With the exception of Heath Ledger‘s performance, which they love, Lorenzo Semple, Jr., and Marcia Nasatir, a.k.a. the “Real Geezers,” have come down pretty hard on Chris Nolan‘s mega-hit. “There seems to be an attempt to say we’re living in some kind of fascist state,” says Nasatir. “The Joker seems to rule supreme the same way Osama bin Laden does…I think the director intended it to remind us of what happened to the twin towers…[but] the reason I think it’s such a success, tragically, is because of the death of Heath Ledger.”

Britney and Paris for McCain?

Update: I stilll say that the new John McCain ad suggests that Britney Spears and Paris Hilton, who represent two-thirds of the dumbest, emptiest and most repulsive celebrity trifecta in the history of western civilization, are endorsing the trashing of Barack Obama. Others are saying the ad equates their shallow celebrity status with Obama’s, but that is not what this ad implies. At the very least the ad is ambiguous enough to suggest that Spears and Hilton (both of whom are known or believed to be conservative-minded) are in cahoots with the McCain campaign. Here’s the link to the official website.

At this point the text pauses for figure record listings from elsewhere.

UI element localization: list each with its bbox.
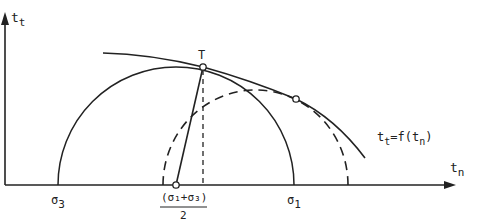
axes [5,20,448,185]
envelope-point [293,96,299,102]
center-point [173,182,179,188]
tangent-point-T [200,64,206,70]
sigma1-label: σ1 [287,193,301,211]
failure-envelope [103,53,365,158]
center-numerator-label: (σ₁+σ₃) [161,191,207,204]
y-axis-arrow-icon [1,12,9,25]
mohr-diagram: tt tn T σ3 σ1 (σ₁+σ₃) 2 tt=f(tn) [0,0,487,222]
envelope-label: tt=f(tn) [377,130,432,147]
radius-line [176,67,203,185]
center-denominator-label: 2 [180,209,187,222]
y-axis-label: tt [11,10,25,29]
x-axis-arrow-icon [444,181,456,189]
tangent-point-label: T [198,48,205,62]
sigma3-label: σ3 [51,193,65,211]
mohr-circle-dashed [163,90,348,185]
x-axis-label: tn [450,160,464,179]
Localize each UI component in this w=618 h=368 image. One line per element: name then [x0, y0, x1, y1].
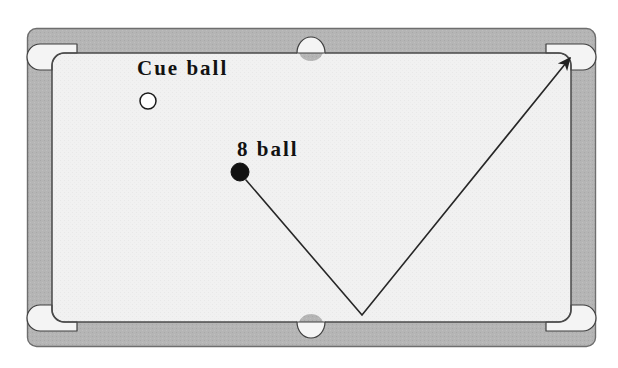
cue-ball-label: Cue ball	[137, 58, 228, 79]
cue-ball	[140, 93, 156, 109]
billiard-diagram: Cue ball 8 ball	[0, 0, 618, 368]
felt-area	[52, 53, 571, 322]
eight-ball	[231, 163, 249, 181]
playing-surface	[52, 53, 571, 322]
billiard-table-svg	[0, 0, 618, 368]
eight-ball-label: 8 ball	[237, 139, 299, 160]
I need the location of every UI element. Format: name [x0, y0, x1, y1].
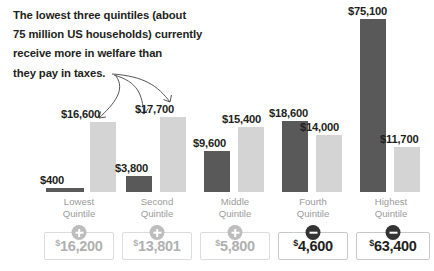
quintile-group-highest: $75,100 $11,700	[352, 0, 430, 192]
bar-welfare-lowest	[90, 122, 116, 192]
bar-welfare-highest	[394, 147, 420, 192]
bars-row	[196, 0, 274, 192]
bars-row	[40, 0, 118, 192]
cat-line-1: Lowest	[40, 196, 118, 208]
category-label-second-text: Second Quintile	[118, 196, 196, 221]
net-value-fourth: 4,600	[298, 238, 333, 254]
bar-value-welfare-second: $17,700	[135, 103, 174, 115]
cat-line-1: Fourth	[274, 196, 352, 208]
bar-value-welfare-fourth: $14,000	[300, 121, 339, 133]
cat-line-1: Middle	[196, 196, 274, 208]
bar-value-welfare-middle: $15,400	[222, 113, 261, 125]
minus-circle-icon	[306, 225, 321, 240]
bars-row	[274, 0, 352, 192]
plus-circle-icon	[150, 225, 165, 240]
bar-taxes-lowest	[46, 188, 84, 192]
cat-line-1: Second	[118, 196, 196, 208]
bar-welfare-fourth	[316, 135, 342, 192]
cat-line-2: Quintile	[40, 208, 118, 220]
cat-line-1: Highest	[352, 196, 430, 208]
cat-line-2: Quintile	[352, 208, 430, 220]
quintile-group-middle: $9,600 $15,400	[196, 0, 274, 192]
minus-circle-icon	[386, 225, 401, 240]
category-label-lowest-text: Lowest Quintile	[40, 196, 118, 221]
bar-taxes-second	[126, 176, 152, 192]
quintile-group-fourth: $18,600 $14,000	[274, 0, 352, 192]
net-box-second: $13,801	[122, 232, 192, 260]
bar-taxes-highest	[360, 19, 386, 192]
bar-welfare-middle	[238, 127, 264, 192]
cat-line-2: Quintile	[118, 208, 196, 220]
bar-taxes-middle	[204, 151, 230, 192]
category-label-middle-text: Middle Quintile	[196, 196, 274, 221]
bar-value-welfare-highest: $11,700	[380, 133, 418, 145]
net-value-highest: 63,400	[374, 238, 417, 254]
net-amount-highest: $63,400	[369, 239, 416, 254]
category-label-fourth-text: Fourth Quintile	[274, 196, 352, 221]
bar-chart-plot-area: $400 $16,600 $3,800 $17,700 $9,600 $15,4…	[0, 0, 434, 192]
bar-value-welfare-lowest: $16,600	[61, 108, 100, 120]
plus-circle-icon	[228, 225, 243, 240]
quintile-group-second: $3,800 $17,700	[118, 0, 196, 192]
bar-value-taxes-highest: $75,100	[348, 5, 387, 17]
bar-value-taxes-middle: $9,600	[193, 137, 226, 149]
bar-value-taxes-second: $3,800	[115, 162, 148, 174]
net-value-lowest: 16,200	[60, 238, 103, 254]
bar-value-taxes-fourth: $18,600	[269, 107, 308, 119]
cat-line-2: Quintile	[274, 208, 352, 220]
net-box-middle: $5,800	[200, 232, 270, 260]
net-amount-fourth: $4,600	[293, 239, 333, 254]
quintile-group-lowest: $400 $16,600	[40, 0, 118, 192]
net-box-fourth: $4,600	[278, 232, 348, 260]
net-value-middle: 5,800	[220, 238, 255, 254]
cat-line-2: Quintile	[196, 208, 274, 220]
bar-welfare-second	[160, 117, 186, 192]
net-amount-lowest: $16,200	[55, 239, 102, 254]
bar-value-taxes-lowest: $400	[40, 174, 64, 186]
net-amount-second: $13,801	[133, 239, 180, 254]
bars-row	[352, 0, 430, 192]
net-amount-middle: $5,800	[215, 239, 255, 254]
plus-circle-icon	[72, 225, 87, 240]
net-box-highest: $63,400	[356, 232, 430, 260]
net-value-second: 13,801	[138, 238, 181, 254]
category-label-highest-text: Highest Quintile	[352, 196, 430, 221]
net-box-lowest: $16,200	[44, 232, 114, 260]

I don’t know if Spears is narrating or not (doesn’t sound like her) but it’s definitely not Hilton. Anyway, the visuals are all of Obama and the narration goes like this: “He’s the biggest celebrity in the world, but is he ready to lead? With gas prices soaring, Barack Obama says no offshore drilling? And says he’ll raise taxes on [something]-tricity? Higher taxes, more foreign oilthat‘s the real Obama.”
A friend just called to suggest that the ad equates Obama’s celebrity with the legendary shallowness of Hilton and Spears. In other words, it’s trashing these two along with Obama. That wasn’t my impression at all, but to each his own. Throwing in clips of Spears and Hilton and then having a young-sounding female read the narration clearly implies they’re endorsing the ad’s negative Obama assessment

Fallen

I’ve never thought of Jon Voight as intellectually challenged, but it’s hard not to at least consider the possibility after reading his 7.28 Washington Times op-ed piece slamming Barack Obama. “The Democratic party, in its quest for power, has managed a propaganda campaign with subliminal messages, creating a God-like figure in a man who falls short in every way,” Voight wrote. “It seems to me that if Mr. Obama wins the presidential election, then Messrs. Farrakhan, Wright, Ayers and Pfleger will gain power for their need to demoralize this country and help create a socialist America.”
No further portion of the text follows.